Greenspan Takes Little Blame for Financial Crisis

WASHINGTON — Arguing that regulators are not likely to correctly predict the next crisis, former Federal Reserve Board Chairman Alan Greenspan said Wednesday that banks must hold more capital and face higher collateral requirements.

The former central bank chief said more capital and liquidity was essentially the only way to prevent another financial meltdown.

"If we had adequate capital and liquidity, whatever else we do would be helpful, but not critical," said Greenspan during a hearing of the Financial Crisis Inquiry Commission. "If we have everything else but not adequate capital and liquidity, the system will fail to function."

Greenspan also said policymakers should raise collateral requirements and force banks to issue "contingent capital bonds," which in the event of a possible debt failure could be automatically converted to equity.

Greenspan was the first to testify as a part of three-day hearing by the commission, which is charged with uncovering the causes of the financial crisis. The panel spent much of the afternoon on Wednesday focused on Citigroup's subprime lending activities, a topic it is likely to pick up today when a former Citi chief executive, Chuck Prince, and a former Citi board member, Robert Rubin, is set to testify.

Greenspan spent much of the hearing on the defensive, arguing that he could not have foreseen the crisis and had acted properly during his 18 years at the helm of the Fed. He also undercut the argument that regulators will ever be prepared to spot the next crisis.

"History tell us regulators cannot identify the timing of a crisis or anticipate exactly where it will be located or how large the losses and spillovers will be," he said. "Regulators cannot successfully use the bully pulpit to manage asset prices, and they cannot calibrate regulation and supervision in response to movements in asset prices, nor can regulators fully eliminate the possibility of future crises."

Greenspan also said the system was simply too complicated for regulators to properly oversee it.

"It's a different world that we have," he said. "The complexity is awesome. And I wish I knew a simple answer to this problem."

During the hearing, panelist and former regulator Brooksley Born accused the Fed of failing to do its part in preventing the financial crisis.

"You appropriately argue that the role of regulation is preventive," Born said. "But the Fed utterly failed to prevent the financial crisis.

The Fed and other banking regulators failed to prevent the housing bubble, they failed to prevent the predatory lending scandal, they failed to prevent our biggest banks and holding companies from engaging in activities that would bring them to the verge of collapse without massive taxpayer bailouts."

She added, "Didn't the Federal Reserve fail to meet its mandates, fail to meet its responsibilities?"

In response, Greenspan returned once again to the issue of capital, arguing that the banking system has been undercapitalized for the past 40 years.

"We were undercapitalizing the banking system probably for 40 or 50 years, and that has to be adjusted," he said.

Greenspan also attempted to shift the blame to Congress, arguing that even though lawmakers criticize him now for not making rules to curb certain abusive subprime lending practices, Congress would have been outraged if he had.

He also criticized the credit-rating agencies and a rise in global demand for securitized subprime mortgages.

"If the Fed as a regulator tried to thwart what everyone perceived in, I would say, fairly broad consensus that the trend was in the right direction, homeownership was rising, that was an unmitigated good, then Congress would have clamped down on us," he said. "There is a lot of amnesia that is emerging currently,"

Ultimately, Greenspan suggested that looking back was pointless.

"The issue of retrospective in figuring out what you should've done differently is a really futile activity because you can't, in fact, in the real world do it," he said. "I was right 70% of the time, but I was wrong 30% of time. And there are an awful lot of mistakes in 21 years."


## Exercise description
Extract, exactly as written, the line that contains "is (724, 398)." and all lines after it through the end of the records. Omit pictures.

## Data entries

- - - -

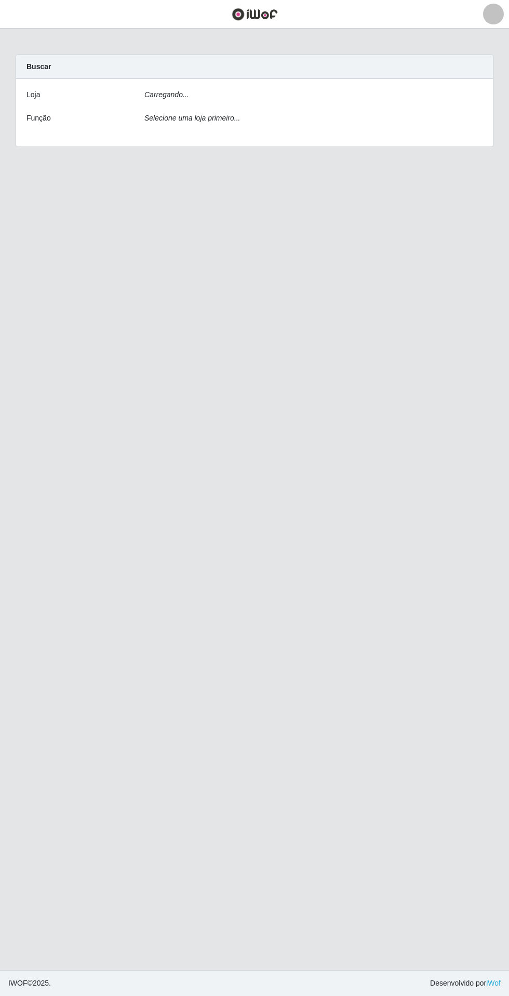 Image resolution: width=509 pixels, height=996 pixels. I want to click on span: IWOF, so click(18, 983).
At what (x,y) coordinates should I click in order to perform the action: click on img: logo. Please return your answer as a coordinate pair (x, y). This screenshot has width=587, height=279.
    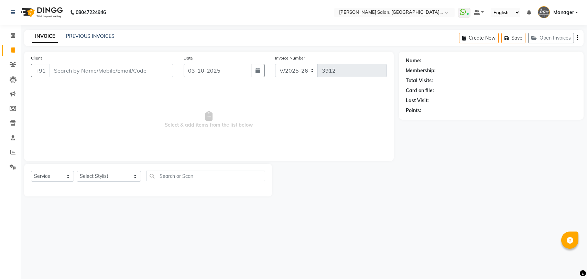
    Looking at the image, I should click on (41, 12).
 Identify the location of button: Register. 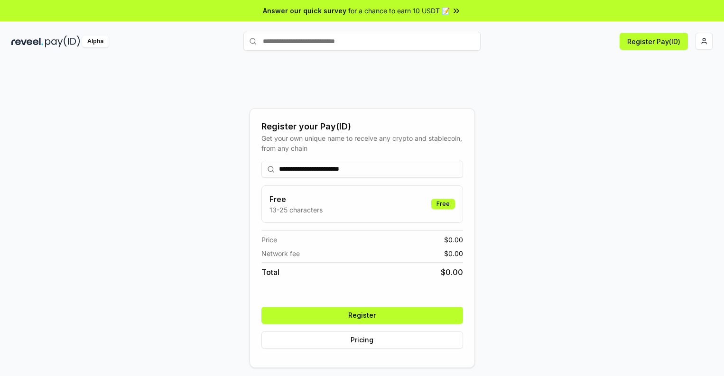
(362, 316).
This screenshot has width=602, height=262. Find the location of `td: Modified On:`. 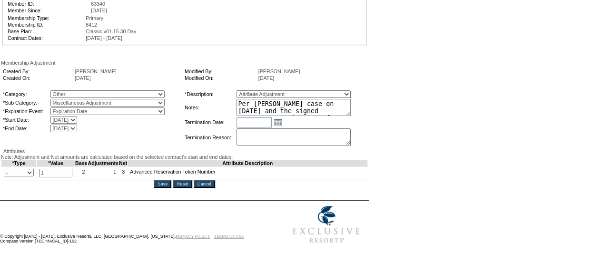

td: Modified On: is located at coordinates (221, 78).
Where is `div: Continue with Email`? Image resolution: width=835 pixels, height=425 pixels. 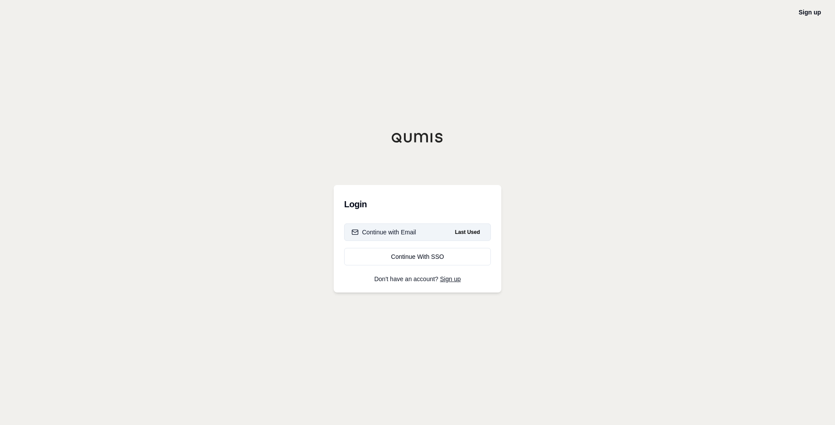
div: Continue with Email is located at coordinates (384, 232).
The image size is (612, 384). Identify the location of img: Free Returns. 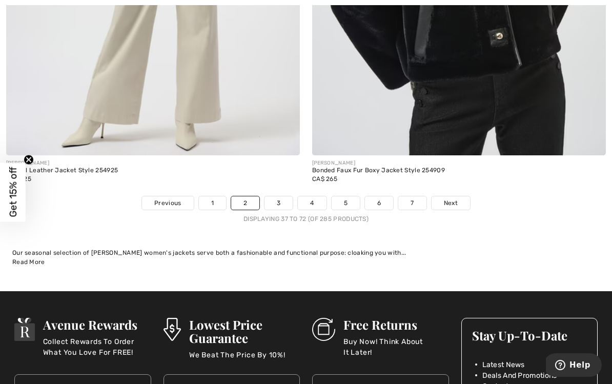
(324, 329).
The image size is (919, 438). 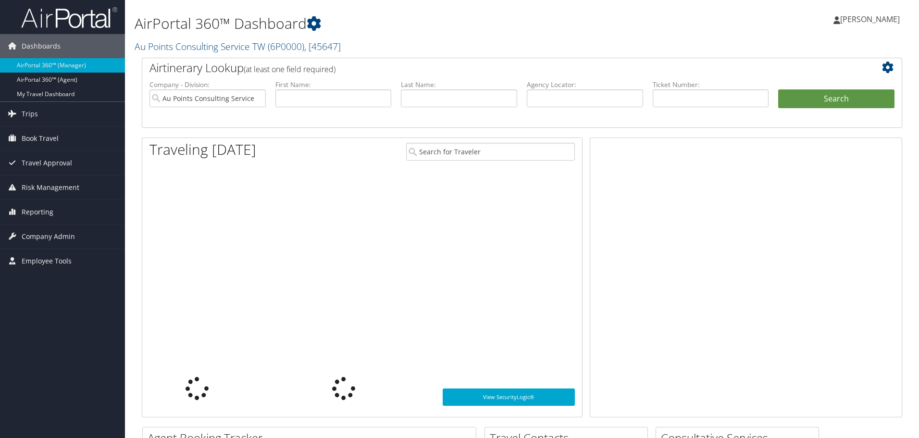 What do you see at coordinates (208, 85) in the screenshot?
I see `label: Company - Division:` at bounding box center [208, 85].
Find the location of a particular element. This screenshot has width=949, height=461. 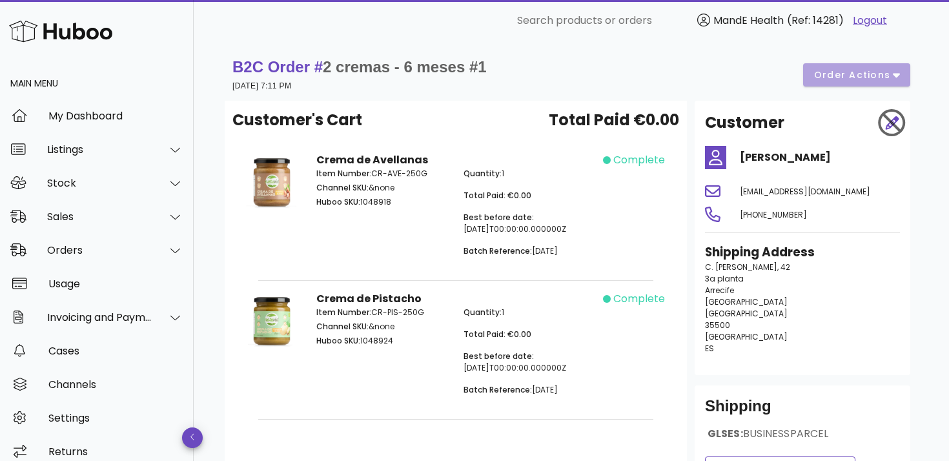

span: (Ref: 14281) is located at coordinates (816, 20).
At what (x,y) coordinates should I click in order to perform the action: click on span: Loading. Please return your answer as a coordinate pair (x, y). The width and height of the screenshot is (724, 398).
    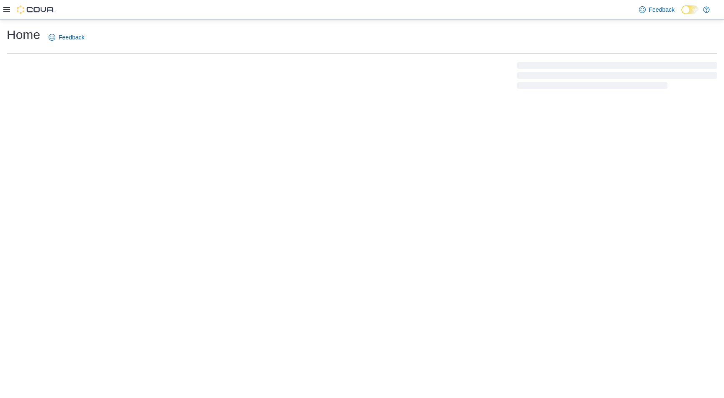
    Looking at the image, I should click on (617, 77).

- - - -

## Answer
At what (x,y) coordinates should I click in order to perform the action: click on span: Loading. Please return your answer as a coordinate pair (x, y). The width and height of the screenshot is (724, 398).
    Looking at the image, I should click on (617, 77).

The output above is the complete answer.